Self-Discipline — Chanakya Niti
श्रुत्वा धर्मं विजानाति श्रुत्वा त्यजति दुर्मतिम् ।
श्रुत्वा ज्ञानमवाप्नोति श्रुत्वा मोक्षमवाप्नुयात् ॥
śrutvā dharmaṃ vijānāti śrutvā tyajati durmatim |
śrutvā jñānam avāpnoti śrutvā mokṣam avāpnuyāt ||
By hearing, one understands dharma; by hearing, one abandons misguided thought. By hearing, one gains knowledge; by hearing, one may attain liberation (mokṣa).
Within South Asian didactic literature, especially nīti and dharma-oriented traditions, moral and practical knowledge is frequently framed as transmitted through listening to authoritative instruction (teachers, elders, learned reciters). The repeated emphasis on śravaṇa (“hearing”) reflects an intellectual milieu in which oral pedagogy and memorized textual transmission remained central even alongside manuscript culture.
The verse presents hearing as a foundational epistemic pathway: it is associated with discerning dharma, correcting faulty judgment (durmati), and acquiring jñāna. The final clause extends the same mechanism to mokṣa, indicating that instruction and reception of teaching are treated as prerequisites or enabling conditions within the broader soteriological vocabulary of classical Indian thought.
The anaphoric repetition of śrutvā (“having heard / by hearing”) functions as a rhetorical intensifier, creating a chain of results attributed to a single practice. Grammatically, avāpnuyāt is an optative form, expressing possibility rather than certainty, which aligns with a descriptive claim about potential outcomes rather than a guaranteed sequence.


- [ABOUT THIS TASK] Of the lines below, report only those that contain "true".

- [DATA EXTRACT]
┏━━

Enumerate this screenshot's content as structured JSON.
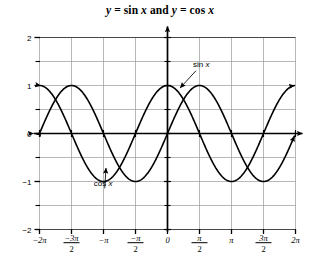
{
  "chart_data": {
    "type": "line",
    "title": "y = sin x and y = cos x",
    "title_parts": {
      "y1": "y",
      "eq1": " = sin ",
      "x1": "x",
      "and": " and ",
      "y2": "y",
      "eq2": " = cos ",
      "x2": "x"
    },
    "xlabel": "",
    "ylabel": "",
    "xlim": [
      -6.283185307,
      6.283185307
    ],
    "ylim": [
      -2,
      2
    ],
    "grid": true,
    "grid_x_step": 1.570796327,
    "grid_y_step": 0.5,
    "x_tick_values": [
      -6.283185307,
      -4.71238898,
      -3.141592654,
      -1.570796327,
      0,
      1.570796327,
      3.141592654,
      4.71238898,
      6.283185307
    ],
    "x_tick_labels": [
      "-2π",
      "-3π/2",
      "-π",
      "-π/2",
      "0",
      "π/2",
      "π",
      "3π/2",
      "2π"
    ],
    "x_tick_labels_display": [
      {
        "kind": "plain",
        "text": "−2π"
      },
      {
        "kind": "fraction",
        "num": "−3π",
        "den": "2"
      },
      {
        "kind": "plain",
        "text": "−π"
      },
      {
        "kind": "fraction",
        "num": "−π",
        "den": "2"
      },
      {
        "kind": "plain",
        "text": "0"
      },
      {
        "kind": "fraction",
        "num": "π",
        "den": "2"
      },
      {
        "kind": "plain",
        "text": "π"
      },
      {
        "kind": "fraction",
        "num": "3π",
        "den": "2"
      },
      {
        "kind": "plain",
        "text": "2π"
      }
    ],
    "y_tick_values": [
      2,
      1,
      0,
      -1,
      -2
    ],
    "y_tick_labels": [
      "2",
      "1",
      "0",
      "-1",
      "-2"
    ],
    "y_tick_labels_display": [
      "2",
      "1",
      "0",
      "−1",
      "−2"
    ],
    "y_minor_tick_values": [
      1.5,
      0.5,
      -0.5,
      -1.5
    ],
    "series": [
      {
        "name": "sin x",
        "label": "sin x",
        "label_parts": {
          "fn": "sin ",
          "var": "x"
        },
        "function": "sin",
        "amplitude": 1,
        "period": 6.283185307,
        "phase": 0,
        "color": "#000000",
        "linewidth": 1.6,
        "arrow_start": true,
        "arrow_end": true,
        "annotation": {
          "text": "sin x",
          "text_x": 1.25,
          "text_y": 1.38,
          "leader_to_x": 0.62,
          "leader_to_y": 0.95
        },
        "key_points": [
          {
            "x": -6.283185307,
            "y": 0
          },
          {
            "x": -4.71238898,
            "y": -1
          },
          {
            "x": -3.141592654,
            "y": 0
          },
          {
            "x": -1.570796327,
            "y": 1
          },
          {
            "x": 0,
            "y": 0
          },
          {
            "x": 1.570796327,
            "y": 1
          },
          {
            "x": 3.141592654,
            "y": 0
          },
          {
            "x": 4.71238898,
            "y": -1
          },
          {
            "x": 6.283185307,
            "y": 0
          }
        ]
      },
      {
        "name": "cos x",
        "label": "cos x",
        "label_parts": {
          "fn": "cos ",
          "var": "x"
        },
        "function": "cos",
        "amplitude": 1,
        "period": 6.283185307,
        "phase": 1.570796327,
        "color": "#000000",
        "linewidth": 1.6,
        "arrow_start": true,
        "arrow_end": true,
        "annotation": {
          "text": "cos x",
          "text_x": -3.62,
          "text_y": -1.09,
          "leader_to_x": -3.02,
          "leader_to_y": -0.72
        },
        "key_points": [
          {
            "x": -6.283185307,
            "y": 1
          },
          {
            "x": -4.71238898,
            "y": 0
          },
          {
            "x": -3.141592654,
            "y": -1
          },
          {
            "x": -1.570796327,
            "y": 0
          },
          {
            "x": 0,
            "y": 1
          },
          {
            "x": 1.570796327,
            "y": 0
          },
          {
            "x": 3.141592654,
            "y": -1
          },
          {
            "x": 4.71238898,
            "y": 0
          },
          {
            "x": 6.283185307,
            "y": 1
          }
        ]
      }
    ],
    "axes": {
      "x_axis_arrow_left": true,
      "x_axis_arrow_right": true,
      "y_axis_arrow_up": true,
      "origin_label": "0"
    }
  }
}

┗━━

- [EXPECTED ANSWER]
    "grid": true,
        "arrow_start": true,
        "arrow_end": true,
        "arrow_start": true,
        "arrow_end": true,
      "x_axis_arrow_left": true,
      "x_axis_arrow_right": true,
      "y_axis_arrow_up": true,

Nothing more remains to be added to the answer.